There are half a dozen Simon de Montforts, the family name of the Dukes of Leicester, but the race formerly run at the Midlands course commemorated the 6th Earl, who was born in France in 1208. He married King John’s daughter Eleanor.
The English barons forced the much-disliked John to sign the Magna Carta, which limited the monarch’s powers. In due course his successor Henry III became unpopular too and De Montfort led the opposition against him in the Second Barons’ War, a conflict that ought to be better known, as it led to him becoming in effect the ruler of England. He summoned two parliaments, reducing the monarch’s powers further and giving more to boroughs, enabling them to send a representative to Parliament. It was another step on the road to democracy begun by the Magna Carta. The tide turned against de Montfort, though, when Henry bribed the barons to turn against him and he was killed at the Battle of Evesham.

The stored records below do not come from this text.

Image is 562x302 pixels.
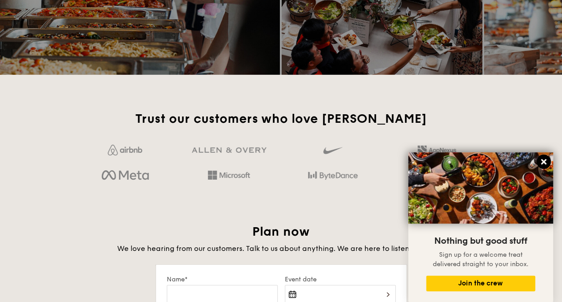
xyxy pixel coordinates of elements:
[433,251,529,268] span: Sign up for a welcome treat delivered straight to your inbox.
[252,224,310,239] span: Plan now
[409,152,554,223] img: DSC07876-Edit02-Large.jpeg
[102,168,149,183] img: meta.d311700b.png
[77,111,486,127] h2: Trust our customers who love [PERSON_NAME]
[426,275,536,291] button: Join the crew
[167,275,278,283] label: Name*
[108,145,142,155] img: Jf4Dw0UUCKFd4aYAAAAASUVORK5CYII=
[285,275,396,283] label: Event date
[324,143,342,158] img: gdlseuq06himwAAAABJRU5ErkJggg==
[434,235,528,246] span: Nothing but good stuff
[537,154,551,169] button: Close
[308,168,358,183] img: bytedance.dc5c0c88.png
[418,145,456,154] img: 2L6uqdT+6BmeAFDfWP11wfMG223fXktMZIL+i+lTG25h0NjUBKOYhdW2Kn6T+C0Q7bASH2i+1JIsIulPLIv5Ss6l0e291fRVW...
[117,244,445,252] span: We love hearing from our customers. Talk to us about anything. We are here to listen and help.
[208,170,250,179] img: Hd4TfVa7bNwuIo1gAAAAASUVORK5CYII=
[192,147,267,153] img: GRg3jHAAAAABJRU5ErkJggg==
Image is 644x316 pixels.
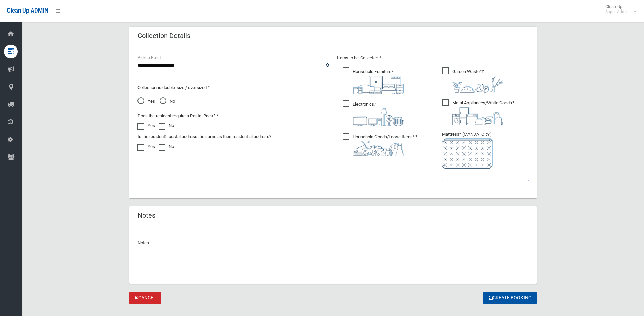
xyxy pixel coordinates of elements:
span: Electronics [343,100,404,127]
label: Is the resident's postal address the same as their residential address? [137,133,271,141]
i: ? [452,69,503,92]
i: ? [353,69,404,94]
label: Does the resident require a Postal Pack? * [137,112,218,120]
span: Garden Waste* [442,68,503,92]
label: No [159,121,174,130]
img: e7408bece873d2c1783593a074e5cb2f.png [442,138,493,169]
a: Cancel [129,292,161,304]
img: b13cc3517677393f34c0a387616ef184.png [353,141,404,157]
img: 4fd8a5c772b2c999c83690221e5242e0.png [452,75,503,92]
span: Yes [137,98,155,106]
i: ? [353,134,417,157]
p: Items to be Collected * [337,54,529,62]
span: Mattress* (MANDATORY) [442,131,529,169]
button: Create Booking [484,292,537,304]
span: No [160,98,175,106]
img: 36c1b0289cb1767239cdd3de9e694f19.png [452,107,503,125]
p: Collection is double size / oversized * [137,84,329,92]
img: aa9efdbe659d29b613fca23ba79d85cb.png [353,75,404,94]
span: Clean Up ADMIN [7,8,48,14]
i: ? [452,100,514,125]
span: Clean Up [602,4,636,14]
header: Collection Details [129,29,199,43]
span: Household Goods/Loose Items* [343,133,417,157]
img: 394712a680b73dbc3d2a6a3a7ffe5a07.png [353,109,404,127]
i: ? [353,102,404,127]
label: No [159,143,174,151]
label: Yes [137,143,155,151]
span: Household Furniture [343,68,404,94]
span: Metal Appliances/White Goods [442,99,514,125]
label: Yes [137,121,155,130]
header: Notes [129,209,164,222]
p: Notes [137,239,529,247]
small: Super Admin [605,9,629,14]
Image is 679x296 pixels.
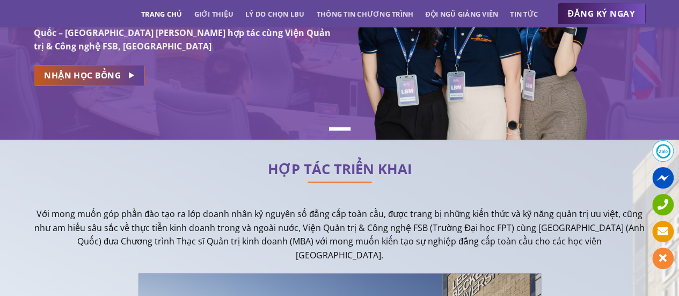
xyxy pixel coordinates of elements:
a: Đội ngũ giảng viên [425,4,498,24]
a: ĐĂNG KÝ NGAY [557,3,646,25]
p: Với mong muốn góp phần đào tạo ra lớp doanh nhân kỷ nguyên số đẳng cấp toàn cầu, được trang bị nh... [34,207,646,262]
a: Thông tin chương trình [317,4,414,24]
a: Lý do chọn LBU [245,4,305,24]
img: line-lbu.jpg [308,181,372,183]
span: NHẬN HỌC BỔNG [44,69,121,82]
a: Tin tức [510,4,538,24]
a: Giới thiệu [194,4,234,24]
li: Page dot 1 [329,127,351,130]
h2: HỢP TÁC TRIỂN KHAI [34,164,646,174]
strong: Chương trình Thạc sĩ cao cấp và uy tín từ trường Đại học top đầu Anh Quốc – [GEOGRAPHIC_DATA] [PE... [34,13,331,52]
a: Trang chủ [141,4,182,24]
span: ĐĂNG KÝ NGAY [568,7,635,20]
a: NHẬN HỌC BỔNG [34,65,145,86]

Napoleon called him “one of the greatest Englishmen”. Like many historic and artistic greats, aspects of his personality were decidedly unsavoury. Though his anti-Semitism caused the death of hundreds of Jews in Leicester and the Midlands. In 2001 Leicester City Council thought fit to formally rebuke him for this.
A maiden race named after Simon de Montfort was a regular feature of Leicester’s early April flat card between 1967 and 2005, but since then sightings of the name have been sporadic. It was a handicap in 2013, 14, 17 and 19.